I rubbed my hands together to warm them. The trick was to place my palm over the entire stone, binding the pendant to my skin. I sighed in delight as I felt it adhere. Then bit by painfully slow bit, I pulled my hand back, drawing the sapphire with it. It pulsed at my touch.
Finally, the pendant popped free. I held it up to the light. Only a couple inches in diameter and about the size of a small egg, it was finely etched. A tiny silver loop at the top could be used to thread a chain.
One etching showed a thunderbolt, the other a sheaf of wheat. The symbols of my two parents. I clasped it tightly in my palm. For not knowing it existed ten minutes ago, I was incredibly relieved to have the gem back in my possession.
“You really have to stop touching my things.”
The menace underneath that silky tone sent shivers down my spine. Hades. He may have been massive at twenty feet tall, but the past sixteen years hadn’t done him any favors. He appeared even more bloated and red-faced. His once jet black hair was now shot through with a lot of white. Even so, he exuded an enormous amount of charisma. There was something incredibly compelling about the god, despite his scariness. Probably where his son got it.
I straightened my shoulders, my h
ead held high, trying not to feel like an ant before an elephant. “How did you know I was here?”
“As if I wouldn’t know what was going on in my realm? The second you removed the gem, you triggered an alarm.”
Theo shot me an “I thought you knew what you were doing” look.
Hades smiled. Not kindly. “Hello, Prometheus.”
“Wasn’t sure you’d recognize me,” Theo said.
“Who else would accompany our Persephone? But don’t blame her. The moment I discovered she’d been murdered, I changed the spell on the stone.” He sighed as if weary. “I’m not surprised. She was too irritating to truly be dead.”
“Now what, Hades?” Theo sounded bored. “Torture? Fiery death?”

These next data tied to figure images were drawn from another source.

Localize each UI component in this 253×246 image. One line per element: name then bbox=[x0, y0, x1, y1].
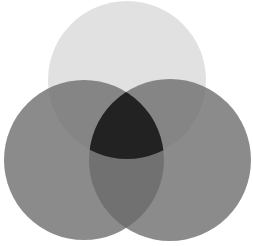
venn-diagram bbox=[0, 0, 253, 246]
venn-svg bbox=[0, 0, 253, 246]
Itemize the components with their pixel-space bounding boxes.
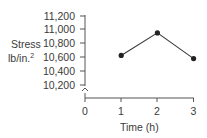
data-point xyxy=(191,56,196,61)
axis-break-icon xyxy=(82,88,88,91)
y-axis-label-line1: Stress xyxy=(11,38,41,50)
y-tick-label: 11,000 xyxy=(44,23,75,35)
y-tick-label: 11,200 xyxy=(44,10,75,22)
chart-plot xyxy=(0,0,207,138)
data-point xyxy=(119,53,124,58)
x-tick-label: 1 xyxy=(114,105,128,117)
y-axis-label-line2: lb/in.2 xyxy=(8,52,34,64)
y-tick-label: 10,200 xyxy=(43,79,75,91)
data-points xyxy=(119,30,197,61)
x-ticks xyxy=(85,98,194,102)
data-point xyxy=(155,30,160,35)
y-ticks xyxy=(80,16,85,85)
x-axis-label: Time (h) xyxy=(120,121,159,133)
y-axis-unit: lb/in. xyxy=(8,52,30,64)
y-tick-label: 10,400 xyxy=(43,65,75,77)
stress-time-chart: 11,200 11,000 10,800 10,600 10,400 10,20… xyxy=(0,0,207,138)
x-tick-label: 0 xyxy=(78,105,92,117)
y-tick-label: 10,800 xyxy=(43,37,75,49)
x-tick-label: 2 xyxy=(150,105,164,117)
y-tick-label: 10,600 xyxy=(43,51,75,63)
x-tick-label: 3 xyxy=(187,105,201,117)
y-axis-unit-exponent: 2 xyxy=(30,52,34,59)
series-line xyxy=(121,33,193,59)
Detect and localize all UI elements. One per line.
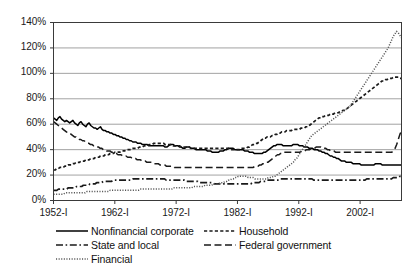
legend-label: State and local [91,239,159,251]
legend-column-left: Nonfinancial corporateState and localFin… [55,224,194,266]
series-line-household [54,77,402,170]
legend-swatch-icon [55,253,91,265]
legend-item-state-and-local: State and local [55,238,194,252]
chart-container: 0%20%40%60%80%100%120%140% 1952-I1962-I1… [0,0,419,267]
y-axis-tick-label: 140% [0,16,46,27]
x-axis-tick-label: 1992-I [269,207,329,218]
legend-item-nonfinancial-corporate: Nonfinancial corporate [55,224,194,238]
x-axis-tick-label: 1952-I [24,207,84,218]
plot-frame [50,23,402,201]
legend-column-right: HouseholdFederal government [203,224,331,252]
legend-item-federal-government: Federal government [203,238,331,252]
series-line-financial [54,31,402,194]
y-axis-tick-label: 120% [0,41,46,52]
x-tick-marks [54,201,361,205]
legend-swatch-icon [203,225,239,237]
x-axis-tick-label: 2002-I [330,207,390,218]
legend-label: Federal government [239,239,331,251]
series-lines [54,31,402,194]
legend-label: Financial [91,253,132,265]
series-line-state-and-local [54,176,402,190]
legend-swatch-icon [55,239,91,251]
legend-swatch-icon [203,239,239,251]
series-line-federal-government [54,122,402,168]
legend-item-household: Household [203,224,331,238]
legend-label: Household [239,225,288,237]
legend-item-financial: Financial [55,252,194,266]
x-axis-tick-label: 1962-I [85,207,145,218]
legend-label: Nonfinancial corporate [91,225,194,237]
y-axis-tick-label: 0% [0,194,46,205]
chart-legend: Nonfinancial corporateState and localFin… [55,224,415,266]
y-axis-tick-label: 40% [0,143,46,154]
axis-frame [54,23,402,201]
x-axis-tick-label: 1982-I [207,207,267,218]
y-axis-tick-label: 80% [0,92,46,103]
y-axis-tick-label: 100% [0,66,46,77]
y-axis-tick-label: 60% [0,117,46,128]
legend-swatch-icon [55,225,91,237]
y-axis-tick-label: 20% [0,168,46,179]
x-axis-tick-label: 1972-I [146,207,206,218]
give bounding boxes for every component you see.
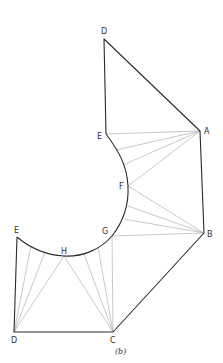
label-e-top: E: [97, 132, 102, 141]
label-f: F: [119, 182, 124, 191]
pattern-development-diagram: D E A F B G H E D C (b): [0, 0, 223, 363]
label-a: A: [204, 127, 210, 136]
label-h: H: [61, 247, 67, 256]
label-e-left: E: [14, 226, 19, 235]
label-c: C: [110, 336, 116, 345]
label-b: B: [207, 230, 213, 239]
label-g: G: [102, 227, 108, 236]
label-d-top: D: [101, 27, 107, 36]
triangulation-lines: [14, 131, 204, 332]
curved-edge-arc: [17, 134, 128, 256]
label-d-bottom: D: [11, 336, 17, 345]
figure-caption: (b): [115, 347, 126, 356]
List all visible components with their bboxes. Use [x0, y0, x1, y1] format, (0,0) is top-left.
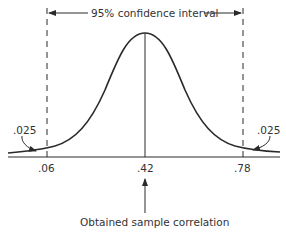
caption: Obtained sample correlation [80, 217, 229, 228]
tick-label-upper: .78 [234, 163, 251, 174]
sampling-distribution-curve [8, 33, 280, 153]
right-tail-pointer [253, 136, 270, 150]
tick-label-center: .42 [137, 163, 154, 174]
interval-title: 95% confidence interval [91, 8, 219, 19]
left-tail-label: .025 [13, 125, 36, 136]
right-tail-label: .025 [257, 125, 280, 136]
left-tail-pointer [22, 136, 36, 151]
confidence-interval-diagram [0, 0, 286, 236]
tick-label-lower: .06 [38, 163, 55, 174]
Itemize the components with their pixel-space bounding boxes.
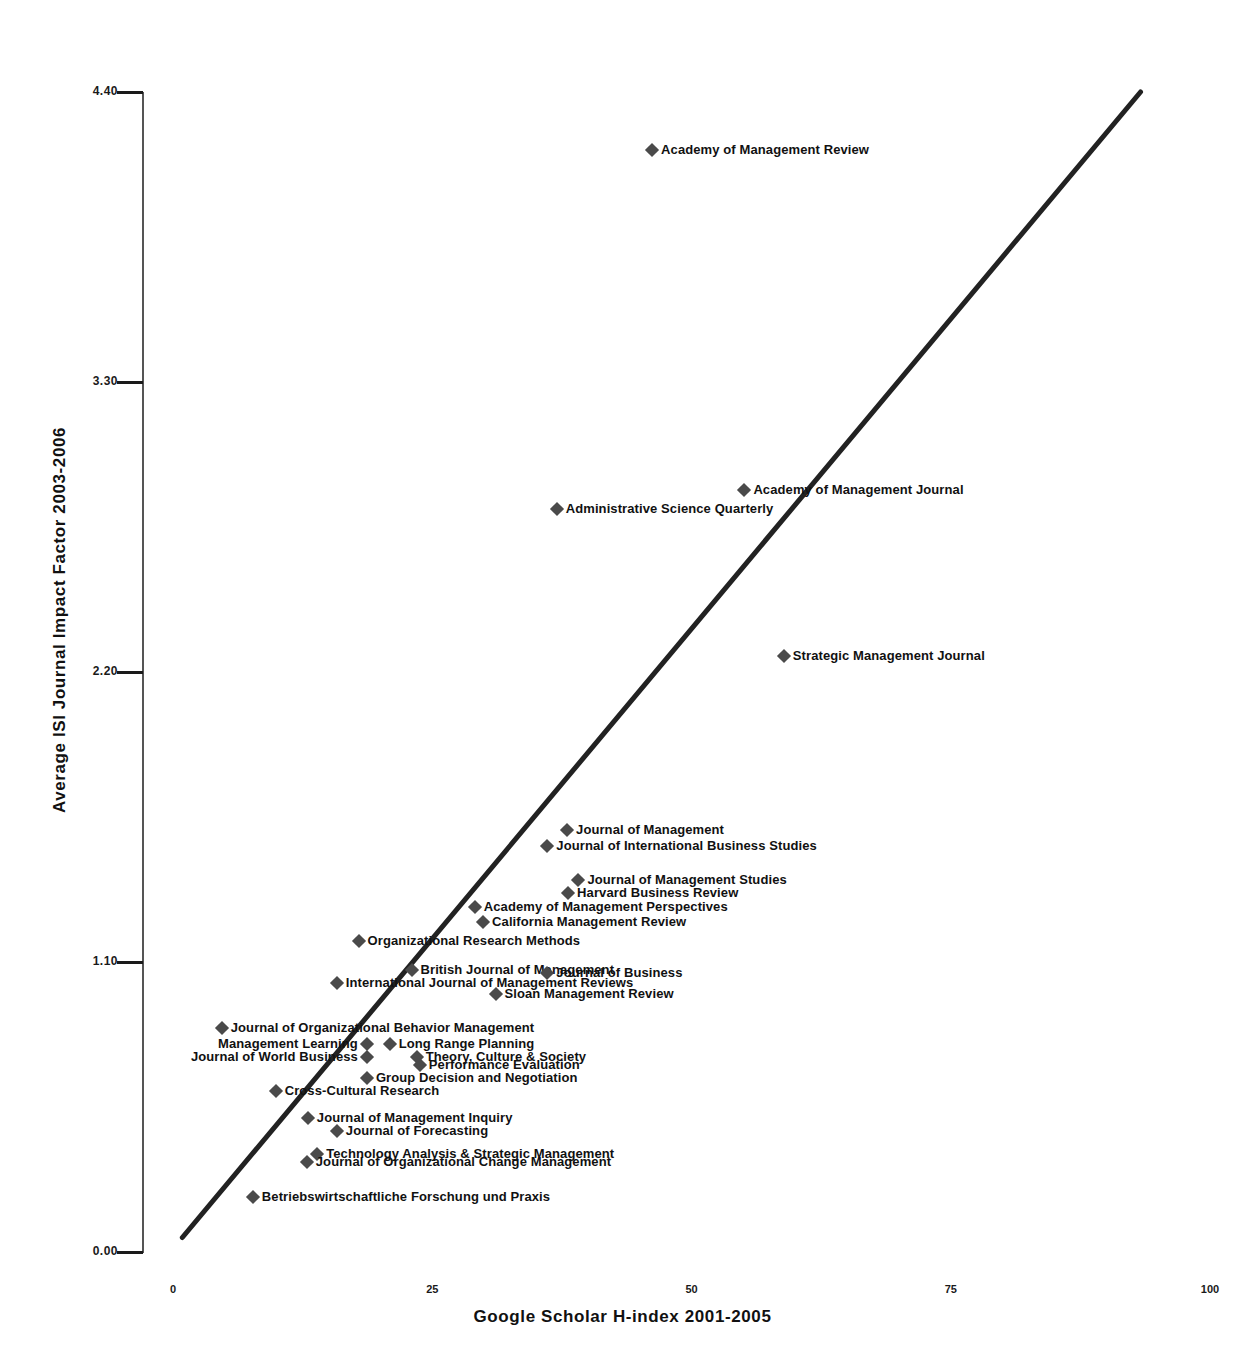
data-point-label: California Management Review [492,914,686,929]
data-point-label: Sloan Management Review [505,986,674,1001]
diamond-marker-icon [330,976,344,990]
diamond-marker-icon [360,1037,374,1051]
diamond-marker-icon [301,1110,315,1124]
diamond-marker-icon [269,1084,283,1098]
diamond-marker-icon [215,1021,229,1035]
diamond-marker-icon [300,1155,314,1169]
diamond-marker-icon [550,501,564,515]
data-point-label: Administrative Science Quarterly [566,501,774,516]
diamond-marker-icon [540,839,554,853]
data-point-label: Cross-Cultural Research [285,1083,440,1098]
plot-area: Academy of Management ReviewAcademy of M… [0,0,1245,1361]
diamond-marker-icon [476,915,490,929]
diamond-marker-icon [468,900,482,914]
diamond-marker-icon [645,143,659,157]
diamond-marker-icon [560,823,574,837]
data-point-label: Journal of Organizational Behavior Manag… [231,1020,535,1035]
data-point-label: Journal of World Business [191,1049,358,1064]
data-point-label: Journal of Management [576,822,724,837]
data-point-label: Betriebswirtschaftliche Forschung und Pr… [262,1189,550,1204]
diamond-marker-icon [360,1050,374,1064]
data-point-label: Journal of International Business Studie… [556,838,817,853]
diamond-marker-icon [330,1124,344,1138]
diamond-marker-icon [737,483,751,497]
data-point-label: Strategic Management Journal [793,648,985,663]
data-point-label: Journal of Forecasting [346,1123,488,1138]
diamond-marker-icon [352,934,366,948]
data-point-label: Journal of Organizational Change Managem… [316,1154,611,1169]
data-point-label: Organizational Research Methods [368,933,581,948]
data-point-label: Academy of Management Review [661,142,869,157]
data-point-label: Academy of Management Perspectives [484,899,728,914]
diamond-marker-icon [246,1190,260,1204]
data-point-label: Academy of Management Journal [753,482,963,497]
diamond-marker-icon [777,649,791,663]
trendline [0,0,1245,1361]
scatter-chart: 0.001.102.203.304.40 0255075100 Average … [0,0,1245,1361]
diamond-marker-icon [383,1037,397,1051]
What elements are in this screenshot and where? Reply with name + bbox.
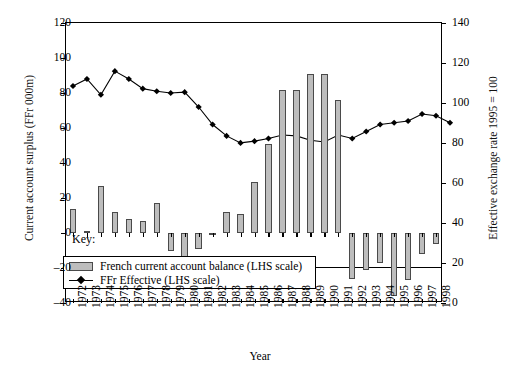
- chart-figure: Current account surplus (FFr 000m) Effec…: [0, 0, 520, 373]
- x-tick-mark: [101, 233, 102, 237]
- x-tick-label-1975: 1975: [118, 285, 130, 308]
- marker-1985: [251, 138, 257, 144]
- bar-1984: [237, 214, 243, 233]
- marker-1992: [349, 135, 355, 141]
- bar-1989: [307, 74, 313, 233]
- x-tick-mark: [157, 233, 158, 237]
- y-tick-label-right: 40: [452, 216, 492, 228]
- marker-1979: [168, 90, 174, 96]
- marker-1996: [405, 118, 411, 124]
- y-tick-label-right: 80: [452, 136, 492, 148]
- y-tick-label-left: 0: [31, 226, 71, 238]
- x-tick-mark: [241, 233, 242, 237]
- y-axis-label-right: Effective exchange rate 1995 = 100: [487, 43, 499, 273]
- marker-1984: [237, 140, 243, 146]
- x-tick-label-1977: 1977: [146, 285, 158, 308]
- y-tick-label-left: –40: [31, 296, 71, 308]
- x-tick-mark: [129, 233, 130, 237]
- y-tick-label-left: 60: [31, 121, 71, 133]
- bar-1990: [321, 74, 327, 233]
- x-tick-label-1989: 1989: [314, 285, 326, 308]
- x-tick-label-1978: 1978: [160, 285, 172, 308]
- marker-1994: [377, 121, 383, 127]
- x-tick-mark: [115, 233, 116, 237]
- bar-1988: [293, 90, 299, 234]
- x-tick-mark: [352, 233, 353, 237]
- y-tick-mark-right: [441, 183, 446, 184]
- bar-1977: [140, 221, 146, 233]
- bar-1987: [279, 90, 285, 234]
- y-tick-label-right: 120: [452, 56, 492, 68]
- x-tick-mark: [143, 233, 144, 237]
- y-tick-label-left: –20: [31, 261, 71, 273]
- bar-1994: [377, 233, 383, 263]
- x-tick-label-1972: 1972: [76, 285, 88, 308]
- line-diamond-icon: [69, 276, 93, 285]
- x-tick-label-1974: 1974: [104, 285, 116, 308]
- y-tick-label-right: 100: [452, 96, 492, 108]
- x-tick-mark: [296, 233, 297, 237]
- x-tick-label-1986: 1986: [272, 285, 284, 308]
- bar-1974: [98, 186, 104, 233]
- bar-1985: [251, 182, 257, 233]
- x-tick-label-1980: 1980: [188, 285, 200, 308]
- bar-1991: [335, 100, 341, 233]
- x-tick-mark: [380, 233, 381, 237]
- x-tick-label-1988: 1988: [300, 285, 312, 308]
- x-tick-mark: [268, 233, 269, 237]
- y-tick-mark-right: [441, 23, 446, 24]
- x-tick-label-1979: 1979: [174, 285, 186, 308]
- x-tick-mark: [227, 233, 228, 237]
- x-tick-label-1987: 1987: [286, 285, 298, 308]
- marker-1976: [126, 76, 132, 82]
- x-tick-mark-bottom: [73, 299, 74, 303]
- x-tick-label-1996: 1996: [412, 285, 424, 308]
- y-tick-label-left: 80: [31, 86, 71, 98]
- legend-item-bar: French current account balance (LHS scal…: [69, 259, 310, 273]
- x-tick-mark: [366, 233, 367, 237]
- marker-1978: [154, 88, 160, 94]
- y-tick-label-left: 20: [31, 191, 71, 203]
- x-tick-mark: [324, 233, 325, 237]
- y-tick-label-left: 40: [31, 156, 71, 168]
- x-tick-mark: [185, 233, 186, 237]
- marker-1975: [112, 68, 118, 74]
- y-tick-label-right: 60: [452, 176, 492, 188]
- x-tick-mark: [338, 233, 339, 237]
- line-path: [73, 71, 450, 143]
- x-tick-label-1976: 1976: [132, 285, 144, 308]
- key-label: Key:: [72, 232, 95, 247]
- x-tick-mark: [310, 233, 311, 237]
- x-tick-mark: [436, 233, 437, 237]
- x-tick-mark: [171, 233, 172, 237]
- marker-1977: [140, 86, 146, 92]
- x-tick-mark: [282, 233, 283, 237]
- y-tick-label-left: 100: [31, 51, 71, 63]
- x-tick-mark: [422, 233, 423, 237]
- x-tick-label-1994: 1994: [384, 285, 396, 308]
- y-tick-label-right: 20: [452, 256, 492, 268]
- bar-1976: [126, 219, 132, 233]
- y-tick-mark-right: [441, 103, 446, 104]
- y-tick-mark-right: [441, 223, 446, 224]
- x-tick-mark: [394, 233, 395, 237]
- x-tick-label-1990: 1990: [328, 285, 340, 308]
- x-tick-label-1982: 1982: [216, 285, 228, 308]
- x-tick-label-1997: 1997: [426, 285, 438, 308]
- x-tick-label-1992: 1992: [356, 285, 368, 308]
- x-tick-mark: [255, 233, 256, 237]
- x-tick-mark: [199, 233, 200, 237]
- y-tick-label-left: 120: [31, 16, 71, 28]
- bar-1975: [112, 212, 118, 233]
- y-tick-mark-right: [441, 143, 446, 144]
- x-tick-label-1981: 1981: [202, 285, 214, 308]
- bar-1986: [265, 144, 271, 233]
- bar-1978: [154, 203, 160, 233]
- marker-1993: [363, 128, 369, 134]
- y-tick-mark-right: [441, 63, 446, 64]
- x-axis-label: Year: [0, 350, 520, 362]
- marker-undefined: [447, 120, 453, 126]
- legend-item-bar-label: French current account balance (LHS scal…: [100, 260, 302, 272]
- x-tick-mark: [408, 233, 409, 237]
- y-tick-label-right: 140: [452, 16, 492, 28]
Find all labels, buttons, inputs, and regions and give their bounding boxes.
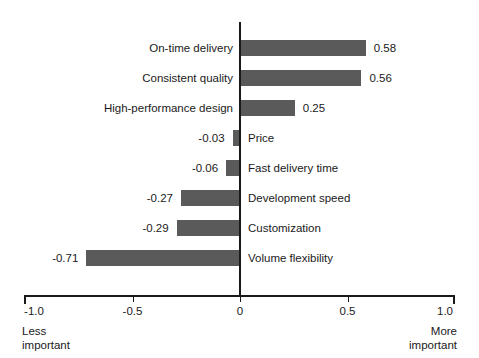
- category-label: Price: [248, 129, 274, 147]
- value-label: -0.03: [198, 129, 224, 147]
- plot-area: On-time delivery0.58Consistent quality0.…: [0, 0, 479, 295]
- axis-tick-label: 0: [237, 304, 243, 318]
- axis-tick-label: 1.0: [437, 304, 453, 318]
- category-label: Fast delivery time: [248, 159, 338, 177]
- value-label: 0.56: [369, 69, 391, 87]
- less-important-line1: Less: [22, 325, 70, 339]
- bar: [241, 70, 361, 86]
- value-label: -0.27: [147, 189, 173, 207]
- category-label: Volume flexibility: [248, 249, 333, 267]
- value-label: -0.71: [52, 249, 78, 267]
- axis-tick: [24, 295, 26, 304]
- less-important-line2: important: [22, 339, 70, 353]
- more-important-line2: important: [409, 339, 457, 353]
- axis-tick: [240, 295, 241, 302]
- value-label: -0.29: [142, 219, 168, 237]
- more-important-line1: More: [409, 325, 457, 339]
- bar: [241, 100, 295, 116]
- axis-tick: [133, 295, 134, 302]
- bar: [233, 130, 239, 146]
- category-label: On-time delivery: [149, 39, 233, 57]
- axis-tick-label: 0.5: [340, 304, 356, 318]
- less-important-note: Less important: [22, 325, 70, 352]
- category-label: Development speed: [248, 189, 350, 207]
- bar: [241, 40, 366, 56]
- value-label: 0.25: [303, 99, 325, 117]
- bar-row: Volume flexibility-0.71: [0, 243, 479, 273]
- bar-row: Consistent quality0.56: [0, 63, 479, 93]
- bar: [86, 250, 239, 266]
- value-label: -0.06: [192, 159, 218, 177]
- bar-row: Price-0.03: [0, 123, 479, 153]
- bar: [181, 190, 239, 206]
- bar: [177, 220, 239, 236]
- axis-tick-label: -0.5: [123, 304, 143, 318]
- category-label: High-performance design: [104, 99, 233, 117]
- axis-tick: [453, 295, 455, 304]
- category-label: Consistent quality: [142, 69, 233, 87]
- bar-row: Fast delivery time-0.06: [0, 153, 479, 183]
- bar-row: Customization-0.29: [0, 213, 479, 243]
- axis-tick: [348, 295, 349, 302]
- x-axis: -1.0-0.500.51.0 Less important More impo…: [0, 295, 479, 358]
- bar-row: Development speed-0.27: [0, 183, 479, 213]
- value-label: 0.58: [374, 39, 396, 57]
- bar-row: High-performance design0.25: [0, 93, 479, 123]
- bar-chart: On-time delivery0.58Consistent quality0.…: [0, 0, 479, 358]
- bar-row: On-time delivery0.58: [0, 33, 479, 63]
- axis-tick-label: -1.0: [24, 304, 44, 318]
- more-important-note: More important: [409, 325, 457, 352]
- bar: [226, 160, 239, 176]
- category-label: Customization: [248, 219, 321, 237]
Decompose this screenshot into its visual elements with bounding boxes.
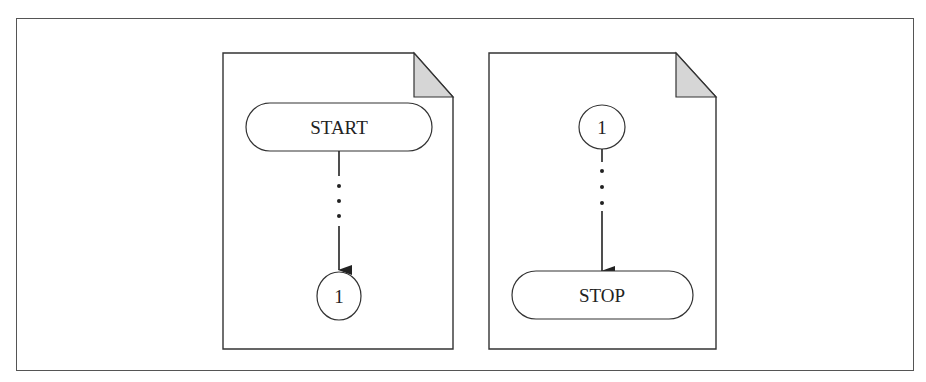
ellipsis-dot (337, 199, 341, 203)
page-left-fold-icon (414, 53, 453, 97)
diagram-canvas: START 1 1 (0, 0, 926, 382)
connector-label: 1 (334, 286, 344, 307)
page-right: 1 STOP (489, 53, 716, 349)
ellipsis-dot (337, 184, 341, 188)
page-right-fold-icon (676, 53, 716, 97)
ellipsis-dot (600, 169, 604, 173)
ellipsis-dot (337, 214, 341, 218)
page-left: START 1 (223, 53, 453, 349)
connector-label: 1 (597, 117, 607, 138)
stop-terminal: STOP (512, 271, 693, 319)
off-page-connector-right: 1 (579, 105, 625, 149)
ellipsis-dot (600, 201, 604, 205)
stop-label: STOP (579, 285, 625, 306)
start-label: START (310, 117, 368, 138)
ellipsis-dot (600, 185, 604, 189)
flowchart-svg: START 1 1 (0, 0, 926, 382)
start-terminal: START (246, 103, 432, 151)
off-page-connector-left: 1 (317, 272, 361, 320)
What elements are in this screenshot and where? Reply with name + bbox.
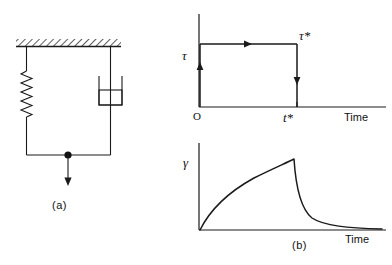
plots-svg	[190, 0, 392, 265]
label-time-axis-stress: Time	[344, 111, 368, 123]
caption-b: (b)	[292, 239, 307, 251]
arrow-right-marker	[244, 41, 252, 48]
panel-a-mechanical-model: (a)	[0, 0, 196, 265]
fixed-support-ceiling	[16, 39, 121, 47]
label-time-axis-strain: Time	[345, 233, 369, 245]
label-t-star: t*	[283, 110, 293, 126]
panel-b-plots	[190, 0, 392, 265]
arrow-down-marker	[294, 77, 301, 85]
arrow-up-marker	[197, 62, 204, 70]
label-tau-star: τ*	[299, 28, 310, 44]
stress-pulse-path	[200, 44, 297, 107]
mechanical-model-svg	[0, 0, 196, 265]
strain-curve	[200, 159, 382, 230]
applied-load-arrow	[64, 155, 71, 186]
caption-a: (a)	[52, 199, 67, 211]
dashpot-branch	[99, 47, 122, 156]
label-gamma: γ	[183, 155, 188, 171]
label-origin: O	[193, 110, 201, 122]
figure-root: (a)	[0, 0, 392, 265]
label-tau: τ	[182, 48, 187, 64]
chart-strain-response	[199, 143, 386, 230]
spring-element	[21, 71, 32, 117]
chart-stress-input	[197, 14, 386, 107]
spring-branch	[21, 47, 32, 156]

I elbowed him. Why give Hades ideas?
“Wine.”
Not the answer I’d been expecting.
Hades plucked me off his throne and ushered us around to the back of it. I thought his touch would be scaly, cold, and evil. Not so. His meaty fingers were surprisingly smooth and warm. I guess he didn’t do a lot of manual labor. He placed his hands on the base, splayed his fingers and pushed.
I gasped as a huge block of stone swung open to reveal a door in the base.
Hades manhandled us through.
I felt a moment of fear as the door silently swung closed again, blocking us in, but curiosity got the better of me.
As black as the outside of the base had been, the inside radiated a warm gold. Because it was gold. I whistled. A hallway led off the room. I could see far enough into it to know that it sloped steeply. It must have led under the floor of the throne room.
I glanced up at the ceiling to see if it was gold as well—which it was—but was distracted by a black iron chandelier. I knew that lighting fixture. “Oh!” I inhaled sharply. “That light. I stared at it … after …” A flood of images assaulted me, none of them pleasant. I grasped my sides reliving the agony of my murder once again.
“It’s just a memory,” Theo soothed. “It can’t hurt you.”